"Hosting on the blockchain" is a phrase that gets thrown around casually enough that most people who use it don't quite know what it means. The Blockchain Visualizer is the tool I wish existed the first time I had to explain it.
Five interactive flows. Pick one, see the diagram, read the steps with the exact command at each one.
ENS name resolution. What happens when a browser encounters yourbrand.eth. The registry contract on Ethereum, the resolver contract, the contenthash record, the IPFS gateway, the content. Updates cost gas; reads are free.
Handshake resolution. Handshake replaces ICANN at the TLD layer. Everything below still works. You get standard DNS records (A, AAAA, TXT, NS) for your owned TLD. Browsers need HSD or a Handshake-aware resolver to reach the name, but once they do, the rest is regular DNS.
Unstoppable resolution. Names as NFTs on Polygon. One-time purchase, no renewal. Resolver extension reads the NFT's records and routes to IPFS or a traditional URL.
IPFS hosting phases. The six-step life cycle of a file: local build, ipfs add, CID emerges, pin to keep it alive, resolve via gateway, use IPNS for a mutable name. The pinning step is where people lose the plot. Unpinned IPFS content gets garbage-collected. Pinning services like Pinata or Fleek are effectively your host.
Arweave permanent hosting. One-time payment, ~200 years permanence by protocol economics. Great for archives, papers, certifications. Terrible for a site you'll redesign. No updates, ever.
Why visualizing this matters
I've seen business owners sign up for ENS thinking it would replace their .com overnight, panic when the site didn't resolve in Safari, and conclude the whole thing was snake oil. It wasn't snake oil; they just hadn't understood that ENS names need a resolver and that Safari doesn't ship one by default.

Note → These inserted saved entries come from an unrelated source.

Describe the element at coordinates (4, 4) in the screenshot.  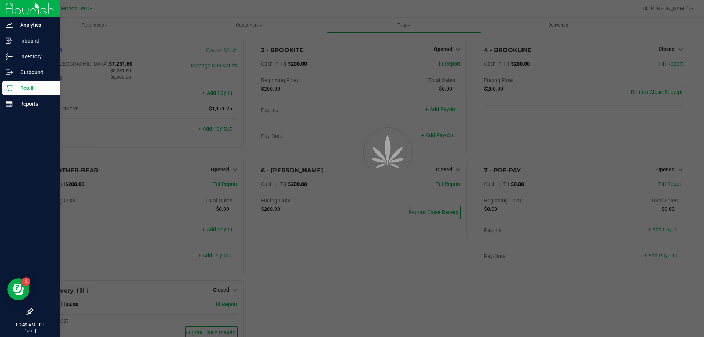
I see `span: 1` at that location.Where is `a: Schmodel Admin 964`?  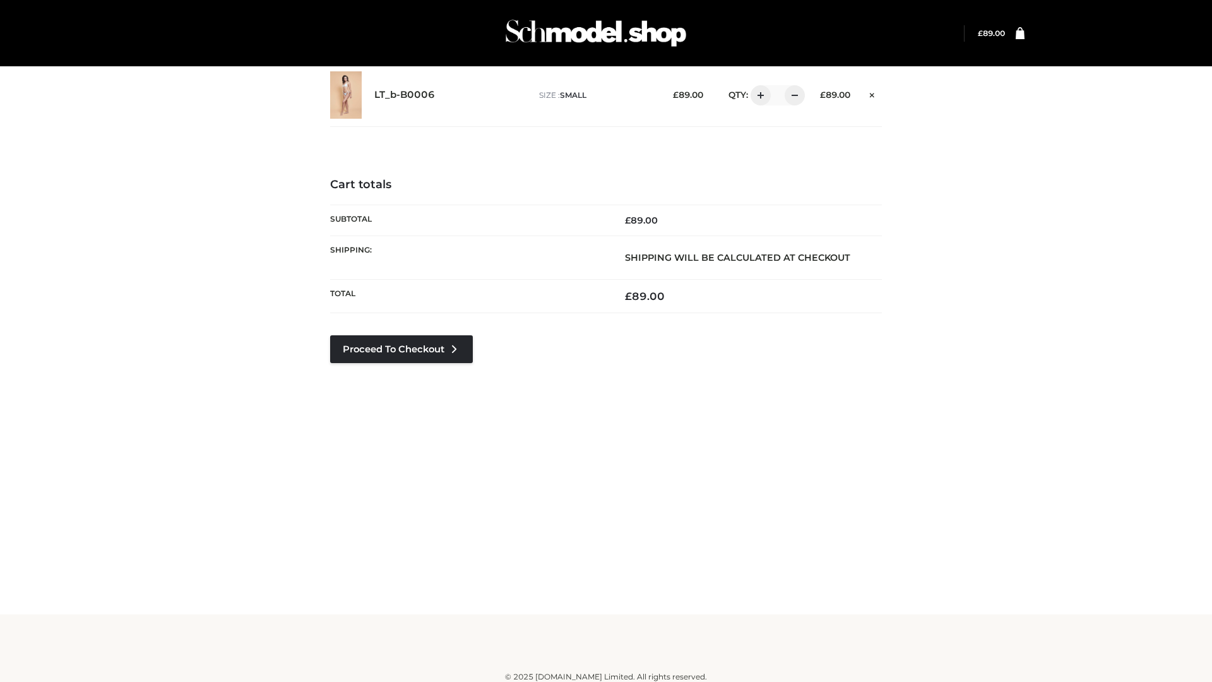 a: Schmodel Admin 964 is located at coordinates (596, 33).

The visualizer makes the architecture legible. Once you see that ENS is a registry + resolver + gateway chain, the "why doesn't it work in Safari" question has a visible answer and a visible fix (add a Cloudflare gateway, or tell users to use Brave, or ship a traditional DNS record as the default and an ENS record as the alternative).
Pair with
- Blockchain Stack Generator. Pick your layers and get a rollout plan.
- .well-known Audit. The clearnet identity-file suite you should still ship even if you're using a blockchain name as primary.
Methodology: Chapter 41 of The $97 Launch, The Master AI Prompt. The Single Site Gen output is what you build the site with before you layer IPFS on top.
Related reading
The methodology behind this piece is covered in depth in:
- The Launch — Domain, hosting, deploy, and indexing stack for getting a site into search quickly.
- The $100 Network — Monoclone architecture, IndexNow, and multi-site scaling — how to run a network of sites.